The Georgia Bureau of Investigation, which is now investigating the shooting at the request of local police, said in a statement Jenkins had “outstanding warrants” for unspecified crimes.
“During the ensuing altercation, the suspect, who was armed with a gun, was shot,” the Cobb County police said in a statement.
Darlland Jackson, Jenkins’ father, said the 32-year-old called him and said he was in some kind of unspecified trouble. Jackson said he was also on the phone with Jenkins, who had previously struggled with drug and psychological problems, during the shooting.

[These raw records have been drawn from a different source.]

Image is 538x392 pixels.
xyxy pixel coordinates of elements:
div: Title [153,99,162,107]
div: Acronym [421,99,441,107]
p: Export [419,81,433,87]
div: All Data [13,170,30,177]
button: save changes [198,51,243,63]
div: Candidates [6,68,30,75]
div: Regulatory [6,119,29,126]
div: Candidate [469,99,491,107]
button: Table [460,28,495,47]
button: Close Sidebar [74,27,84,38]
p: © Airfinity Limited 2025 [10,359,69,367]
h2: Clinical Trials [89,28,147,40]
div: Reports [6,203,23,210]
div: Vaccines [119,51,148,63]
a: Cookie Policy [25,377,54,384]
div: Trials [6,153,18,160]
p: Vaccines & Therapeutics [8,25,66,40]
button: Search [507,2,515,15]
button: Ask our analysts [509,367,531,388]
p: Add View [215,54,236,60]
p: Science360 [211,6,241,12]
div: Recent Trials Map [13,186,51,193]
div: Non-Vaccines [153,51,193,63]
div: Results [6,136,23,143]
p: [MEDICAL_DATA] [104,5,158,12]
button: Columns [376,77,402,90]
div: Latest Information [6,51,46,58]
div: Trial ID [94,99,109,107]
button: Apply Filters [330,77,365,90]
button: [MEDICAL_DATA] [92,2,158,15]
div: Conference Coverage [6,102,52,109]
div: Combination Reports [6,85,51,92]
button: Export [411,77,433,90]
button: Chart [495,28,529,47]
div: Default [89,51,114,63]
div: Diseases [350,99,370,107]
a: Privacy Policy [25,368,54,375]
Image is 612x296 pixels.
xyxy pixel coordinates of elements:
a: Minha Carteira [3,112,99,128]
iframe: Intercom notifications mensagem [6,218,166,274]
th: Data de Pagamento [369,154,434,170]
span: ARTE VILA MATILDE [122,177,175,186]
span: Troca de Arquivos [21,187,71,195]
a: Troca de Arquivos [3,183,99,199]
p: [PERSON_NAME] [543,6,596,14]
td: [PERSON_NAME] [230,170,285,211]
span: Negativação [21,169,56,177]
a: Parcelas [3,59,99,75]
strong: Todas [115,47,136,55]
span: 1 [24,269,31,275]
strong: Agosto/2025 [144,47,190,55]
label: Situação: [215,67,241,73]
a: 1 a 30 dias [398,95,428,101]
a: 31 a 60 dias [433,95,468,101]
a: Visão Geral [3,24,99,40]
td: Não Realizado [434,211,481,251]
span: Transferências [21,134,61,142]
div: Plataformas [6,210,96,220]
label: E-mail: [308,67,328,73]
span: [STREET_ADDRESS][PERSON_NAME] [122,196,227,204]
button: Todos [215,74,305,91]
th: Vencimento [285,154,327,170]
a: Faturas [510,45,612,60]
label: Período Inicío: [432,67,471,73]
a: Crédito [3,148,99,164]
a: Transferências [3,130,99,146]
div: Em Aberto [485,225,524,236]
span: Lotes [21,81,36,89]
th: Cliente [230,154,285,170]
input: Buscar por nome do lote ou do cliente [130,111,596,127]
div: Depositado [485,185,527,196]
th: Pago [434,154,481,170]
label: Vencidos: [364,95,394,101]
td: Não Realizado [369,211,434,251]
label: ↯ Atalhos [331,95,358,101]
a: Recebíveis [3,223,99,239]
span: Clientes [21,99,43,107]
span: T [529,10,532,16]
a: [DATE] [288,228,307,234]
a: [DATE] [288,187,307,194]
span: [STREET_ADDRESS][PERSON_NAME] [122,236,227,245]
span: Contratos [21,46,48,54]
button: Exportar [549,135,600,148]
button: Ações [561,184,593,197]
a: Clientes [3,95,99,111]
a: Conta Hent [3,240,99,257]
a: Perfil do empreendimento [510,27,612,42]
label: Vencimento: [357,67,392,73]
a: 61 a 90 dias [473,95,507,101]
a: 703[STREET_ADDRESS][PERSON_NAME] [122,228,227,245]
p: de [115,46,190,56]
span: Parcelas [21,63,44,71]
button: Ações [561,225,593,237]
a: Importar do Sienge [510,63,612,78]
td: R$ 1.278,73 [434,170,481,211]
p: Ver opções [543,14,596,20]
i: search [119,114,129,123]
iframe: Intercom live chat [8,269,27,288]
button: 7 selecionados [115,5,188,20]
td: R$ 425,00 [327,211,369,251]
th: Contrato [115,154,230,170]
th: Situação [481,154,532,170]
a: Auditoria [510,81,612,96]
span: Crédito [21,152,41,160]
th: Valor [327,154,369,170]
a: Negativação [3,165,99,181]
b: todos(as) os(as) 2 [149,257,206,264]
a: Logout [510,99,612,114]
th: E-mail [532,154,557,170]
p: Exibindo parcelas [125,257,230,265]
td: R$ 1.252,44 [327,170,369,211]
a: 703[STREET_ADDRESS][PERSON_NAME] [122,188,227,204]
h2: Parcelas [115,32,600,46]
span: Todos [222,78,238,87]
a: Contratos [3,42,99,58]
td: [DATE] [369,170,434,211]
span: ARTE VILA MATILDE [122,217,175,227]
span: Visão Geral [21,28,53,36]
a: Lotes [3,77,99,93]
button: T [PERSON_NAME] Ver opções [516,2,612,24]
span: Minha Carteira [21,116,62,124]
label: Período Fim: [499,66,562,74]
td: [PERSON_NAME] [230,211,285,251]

“Before you know it, I heard gunshots. So I drove around to this Starbucks right here and the cops were saying, ‘Get down! Get down! Get down!’ and stuff like that. Then I heard more shots, and I didn’t hear from him no more,” Jackson told local news station WSB-TV.
The Independent has contacted the Georgia Bureau of Investigation for more information.
On Saturday, friends and family of Jenkins, a father of five, gathered at the location of the shooting for a vigil.
Jackson said he still hasn’t heard from police about what happened.
"Nothing, nothing, nothing…you killed my son and now I got to wait here for you to talk to me?" he told Fox 5 Atlanta.
Since 2016, Cobb County police fatally shot 21 people, two-thirds of them Black and Hispanic, according to a Washington Post database, in an area with a more than 50 percent white population.